Communities

Teaching residents to walk this way…

Photo courtesy of Walk [Your City].

Urban designer Matt Tomasulo is the chief instigator and founder of Walk [Your City], which Knight Foundation supports as part of its efforts to invest in innovators who help cities attract and keep talented people, expand economic opportunity and create a culture of engagement.

One rainy night in 2012, I hung 27 guerrilla walking signs in downtown Raleigh, N.C., as an experiment: What happens when we show residents how many minutes away on foot neighborhood destinations are in their communities? Three years later, the Walk [Your City] team and I are working to empower pedestrians nationwide with the creation of a “do-it-yourself” walkability toolkit, supported by Knight Foundation. RELATED LINKS

How did we get from there to here?

While in grad school back in 2012, I was studying the barriers to people walking as part of their daily lives. Studies show that the perception of destinations being too far to walk – rather than the reality of distance – was the main barrier. While living in larger cities such as D.C. and Copenhagen, I had noticed that people walked 12 to 18 minutes, multiple times a day, without even thinking about it. Could we influence that perception in other communities in the U.S. that do not have the density of D.C., New York and San Francisco?

After backing up my research in school with some simple polls of neighbors – and realizing that many folks thought community amenities were much farther away than they actually were! – “WalkRaleigh” was born. I created simple signs showing distance in a human-scaled metric: minutes, as opposed to miles. The signs were installed at intersections where people make choices on foot, or are stopped in their vehicles.

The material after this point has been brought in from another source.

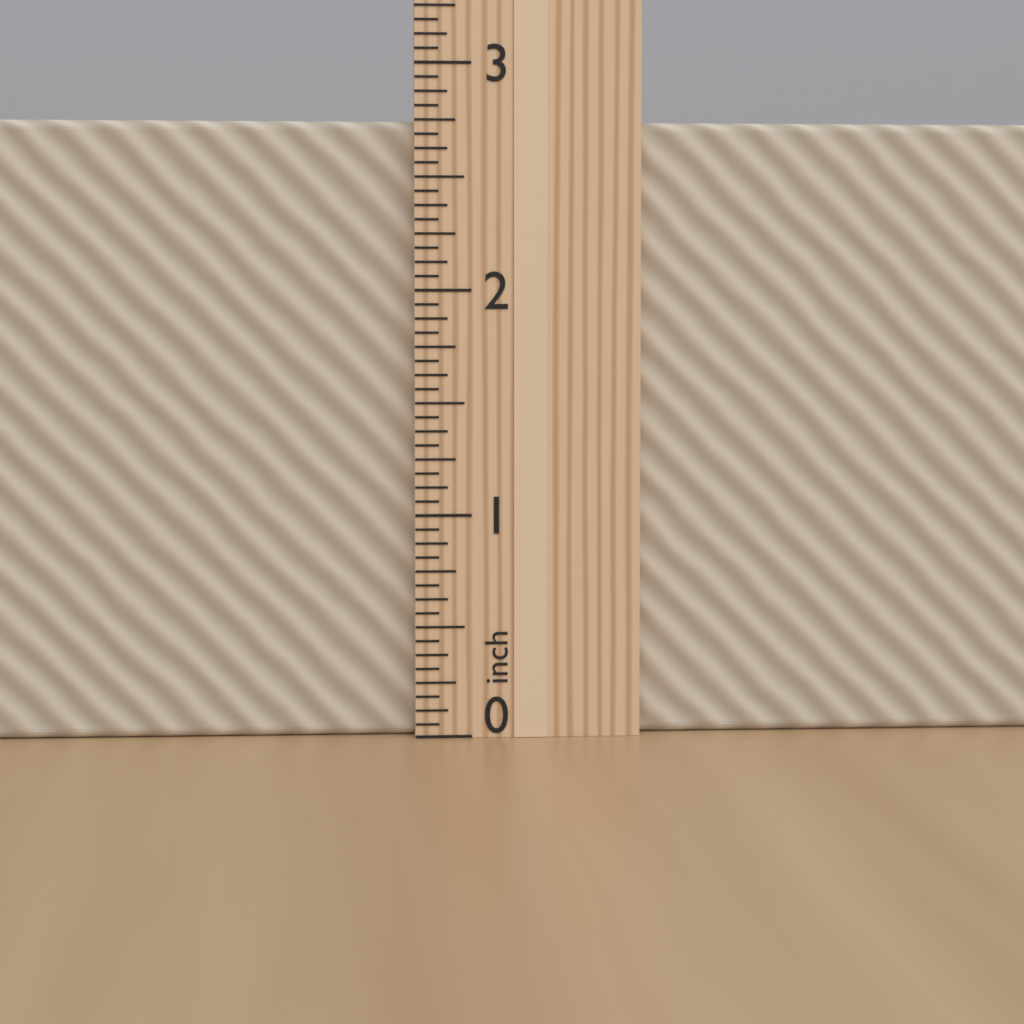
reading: 2.7500 in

After outlets from CityLab to BBC News featured the project, the city of Raleigh noticed the signs—which were illegal—and helped us take them down. However, residents and the City Council rallied around the signs with support from the planning office—and they were reinstalled as a pilot educational campaign only weeks later. Interest poured in; more than 100 communities used our Kickstarted open-source sign template to create their own Walk [Your City] campaigns, and we realized we needed an even lighter, cheaper approach. That’s when we turned to software to support our process.

Working directly with communities over the past two years, we’ve found that technology can significantly increase our effectiveness in distributing (and evolving) this idea. Our platform allows communities to develop signage in weeks, for thousands of dollars, rather than in years, for millions. These signs support simple behavior change that can make a big impact: on public health, road safety and congestion, social connection, local business, and civic engagement.

It’s in that last element in particular that we see huge opportunities. We’ve started tying Walk [Your City] into participatory planning projects to “daylight” citizen ideas and engagement around planning for people. Our process is easily integrated with existing corridor studies, small area plans, neighborhood development, etc. – and can turn two hours of direct citizen input into a 60-sign walkability campaign for their community a week later. In addition, we can build further opportunities for engagement with QR codes on the signs.

Working with Knight Foundation in two of its communities—Lexington, Ky., and San Jose, Calif.—will allow us to scale our experimentation, so we can better understand what is needed to convert our platform into a truly DIY walkability toolkit. We want any community to be able to pick up Walk [Your City] and use it independently – ideally to increase engagement of citizens who otherwise might not get involved in the participatory process. The capacity to create rapid, visible change reinforces that residents’ input can have direct impact in their own neighborhoods.